“So, Princess. You sit up here,” he left the antique cigarette case and a zippo on the ledge, “Make your choice. And if you decide you want an exit ramp, let me know.”
He vaulted off the edge of the building and made his way to the door.
“Hey, can I ask you one more thing?”
He paused with his hand on the door, looking back at me. Warmth spread all through me. Yeah, he was attractive, tall, dark, handsome and all that. And scary as all fuck when he wanted to be but… he just let me be, be wherever I was, let me have all my messy thoughts and didn’t fix it. Acceptance was sometimes sexier than great abs.
“How do you know…” I struggled for the right words. And he let me, waited unmoving until my thoughts all came together. “How do you know that your feelings, your emotions, are real? And not part of the magic or anything?”
“Part of the magic?”
“You know, part of the magic that… your maker used to make you a vampire.”
He let go of the door, a chime rang in his pocket and he checked his phone.
“There’s no magic there. That’s vampire fiction, that there’s some innate tie between you and your maker. Most of us…” he took a sharp breath in through his nose, “Not every one has warm fuzzy feelings towards their makers. Most of us came to this life under terrible circumstances.”
He dug his hands in his pockets and looked up at the night sky. He muttered a fuck and looked at me straight on.
“Any feelings you have for Lachlan aren’t borne of some magical, mystical vampire crap.”
My eyes went wide. Fuck, no one was supposed to know.
“Yeah, I know, we’re not supposed to know Lachlan is your maker.”
“How’d you figure it out?”
“The second Lachlan Venier showed up on my doorstep with a baby vamp in his arms.”
“Oh. Have the others…”
“Probably. They probably figured it out a long time ago. They’ll keep quiet about it.” He took a step forward. “Silence is our only safety here. Don’t underestimate the amount of danger you’re in. People are going to die because you exist. Not because of you, but because of who he is. Unless…”
“Unless what?”
“Never mind,” he tried to shake off whatever he was going to say.
“No. Unless what?”
“You didn’t deserve to be made this way.” His voice was oddly fierce. “He didn’t deserve what happened to him, either. Lachlan has the capacity to destroy everything. And that might not be a bad thing.”
“Capacity.” That was an interesting word choice. “Capacity but not desire? Ability?”
Shaw shrugged. And after a few moments, he sighed heavily.
“Lachlan is…” He paused, and I filled in all sorts of things in my brain - dangerous, mean, an asshole, sexy, sweet, scary. “Complicated. We are all made by our pasts and live out that consequence on the daily, him more than most, maybe. But he’s crippled right now…”
“His maker?” I interrupted.
Shaw didn’t answer. “Even before, when he was young and had no sense, he was…” I couldn’t tell if Shaw kept pausing to rewrite the script because there were things he didn’t want me to know, or if he couldn’t put those things into words. I felt like I had already pushed this conversation as far as it could go.
“Let me put it this way… We had all better hope that Lachlan never discovers something he would kill for. Die for? Yeah, there’s a lot he’d die for right now, but I’m not sure the world can sustain that kind of carnage.”
Well fuck, how do you follow that kind of statement up? I swung my feet off the edge of the roof. Lachlan killed me. He took my mortality and brought me into this world without my knowledge or my consent. And yet… I sighed.
“So, no, how you feel about him is how you feel about him. That’s your reality, magic or no.”
I fumbled out another cigarette and tapped it on the case, just like he did. A small smile played on his lips.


▶ _Work to be completed_
Please return all the records exactly, with nothing left out.

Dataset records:
== Segment start ==

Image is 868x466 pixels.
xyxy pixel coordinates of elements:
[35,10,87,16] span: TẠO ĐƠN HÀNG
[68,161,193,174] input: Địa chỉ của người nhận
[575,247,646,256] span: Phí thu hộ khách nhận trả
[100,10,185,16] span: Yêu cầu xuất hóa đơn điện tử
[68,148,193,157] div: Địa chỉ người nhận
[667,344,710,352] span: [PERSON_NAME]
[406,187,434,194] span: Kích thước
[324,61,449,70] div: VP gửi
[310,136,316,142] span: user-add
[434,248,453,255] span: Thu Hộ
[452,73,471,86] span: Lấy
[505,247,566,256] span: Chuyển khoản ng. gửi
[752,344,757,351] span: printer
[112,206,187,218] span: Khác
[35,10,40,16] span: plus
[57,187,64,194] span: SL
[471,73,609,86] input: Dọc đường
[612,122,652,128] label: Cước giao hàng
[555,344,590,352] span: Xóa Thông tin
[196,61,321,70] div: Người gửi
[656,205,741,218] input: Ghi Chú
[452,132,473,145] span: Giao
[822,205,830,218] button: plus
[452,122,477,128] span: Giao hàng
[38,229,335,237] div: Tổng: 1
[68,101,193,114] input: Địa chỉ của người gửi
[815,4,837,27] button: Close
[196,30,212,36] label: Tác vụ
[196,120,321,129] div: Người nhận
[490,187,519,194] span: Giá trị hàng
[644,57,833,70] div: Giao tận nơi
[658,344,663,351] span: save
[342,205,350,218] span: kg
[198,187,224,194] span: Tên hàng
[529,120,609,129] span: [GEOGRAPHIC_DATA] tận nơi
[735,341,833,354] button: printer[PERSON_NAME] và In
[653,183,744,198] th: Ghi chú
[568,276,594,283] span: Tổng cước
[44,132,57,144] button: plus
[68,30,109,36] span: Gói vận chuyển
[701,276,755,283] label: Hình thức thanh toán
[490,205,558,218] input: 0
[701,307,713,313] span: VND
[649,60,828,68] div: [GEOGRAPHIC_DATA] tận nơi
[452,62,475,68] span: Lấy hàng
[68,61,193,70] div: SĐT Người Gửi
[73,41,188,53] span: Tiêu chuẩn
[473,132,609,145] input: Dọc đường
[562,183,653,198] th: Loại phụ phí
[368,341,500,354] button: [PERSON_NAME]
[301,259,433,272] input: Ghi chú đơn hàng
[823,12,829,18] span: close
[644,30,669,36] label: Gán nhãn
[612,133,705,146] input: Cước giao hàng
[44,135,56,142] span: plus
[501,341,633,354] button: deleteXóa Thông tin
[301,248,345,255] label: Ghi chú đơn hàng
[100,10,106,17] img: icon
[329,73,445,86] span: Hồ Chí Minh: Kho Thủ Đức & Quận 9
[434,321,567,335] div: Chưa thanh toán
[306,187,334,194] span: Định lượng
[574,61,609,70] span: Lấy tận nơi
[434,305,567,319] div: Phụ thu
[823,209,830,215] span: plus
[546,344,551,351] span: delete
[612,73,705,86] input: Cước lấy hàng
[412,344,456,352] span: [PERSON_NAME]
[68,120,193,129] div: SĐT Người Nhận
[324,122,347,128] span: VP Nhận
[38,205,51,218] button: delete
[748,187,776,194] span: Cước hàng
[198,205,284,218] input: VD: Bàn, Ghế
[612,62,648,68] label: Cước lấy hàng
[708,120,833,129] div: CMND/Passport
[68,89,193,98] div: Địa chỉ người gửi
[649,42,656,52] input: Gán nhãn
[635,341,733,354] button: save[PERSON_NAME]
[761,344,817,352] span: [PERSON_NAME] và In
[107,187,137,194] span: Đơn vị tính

== Segment end ==

▶ _Response box_
Image is 868x466 pixels.
xyxy pixel coordinates of elements:
[35,10,87,16] span: TẠO ĐƠN HÀNG
[68,161,193,174] input: Địa chỉ của người nhận
[575,247,646,256] span: Phí thu hộ khách nhận trả
[100,10,185,16] span: Yêu cầu xuất hóa đơn điện tử
[68,148,193,157] div: Địa chỉ người nhận
[667,344,710,352] span: [PERSON_NAME]
[406,187,434,194] span: Kích thước
[324,61,449,70] div: VP gửi
[310,136,316,142] span: user-add
[434,248,453,255] span: Thu Hộ
[452,73,471,86] span: Lấy
[505,247,566,256] span: Chuyển khoản ng. gửi
[752,344,757,351] span: printer
[112,206,187,218] span: Khác
[35,10,40,16] span: plus
[57,187,64,194] span: SL
[471,73,609,86] input: Dọc đường
[612,122,652,128] label: Cước giao hàng
[555,344,590,352] span: Xóa Thông tin
[196,61,321,70] div: Người gửi
[656,205,741,218] input: Ghi Chú
[452,132,473,145] span: Giao
[822,205,830,218] button: plus
[452,122,477,128] span: Giao hàng
[38,229,335,237] div: Tổng: 1
[68,101,193,114] input: Địa chỉ của người gửi
[815,4,837,27] button: Close
[196,30,212,36] label: Tác vụ
[196,120,321,129] div: Người nhận
[490,187,519,194] span: Giá trị hàng
[644,57,833,70] div: Giao tận nơi
[658,344,663,351] span: save
[342,205,350,218] span: kg
[198,187,224,194] span: Tên hàng
[529,120,609,129] span: [GEOGRAPHIC_DATA] tận nơi
[735,341,833,354] button: printer[PERSON_NAME] và In
[653,183,744,198] th: Ghi chú
[568,276,594,283] span: Tổng cước
[44,132,57,144] button: plus
[68,30,109,36] span: Gói vận chuyển
[701,276,755,283] label: Hình thức thanh toán
[490,205,558,218] input: 0
[701,307,713,313] span: VND
[649,60,828,68] div: [GEOGRAPHIC_DATA] tận nơi
[452,62,475,68] span: Lấy hàng
[68,61,193,70] div: SĐT Người Gửi
[73,41,188,53] span: Tiêu chuẩn
[473,132,609,145] input: Dọc đường
[562,183,653,198] th: Loại phụ phí
[368,341,500,354] button: [PERSON_NAME]
[301,259,433,272] input: Ghi chú đơn hàng
[823,12,829,18] span: close
[644,30,669,36] label: Gán nhãn
[612,133,705,146] input: Cước giao hàng
[44,135,56,142] span: plus
[501,341,633,354] button: deleteXóa Thông tin
[301,248,345,255] label: Ghi chú đơn hàng
[100,10,106,17] img: icon
[329,73,445,86] span: Hồ Chí Minh: Kho Thủ Đức & Quận 9
[434,321,567,335] div: Chưa thanh toán
[306,187,334,194] span: Định lượng
[574,61,609,70] span: Lấy tận nơi
[434,305,567,319] div: Phụ thu
[823,209,830,215] span: plus
[546,344,551,351] span: delete
[612,73,705,86] input: Cước lấy hàng
[412,344,456,352] span: [PERSON_NAME]
[68,120,193,129] div: SĐT Người Nhận
[324,122,347,128] span: VP Nhận
[38,205,51,218] button: delete
[748,187,776,194] span: Cước hàng
[198,205,284,218] input: VD: Bàn, Ghế
[612,62,648,68] label: Cước lấy hàng
[708,120,833,129] div: CMND/Passport
[68,89,193,98] div: Địa chỉ người gửi
[649,42,656,52] input: Gán nhãn
[635,341,733,354] button: save[PERSON_NAME]
[761,344,817,352] span: [PERSON_NAME] và In
[107,187,137,194] span: Đơn vị tính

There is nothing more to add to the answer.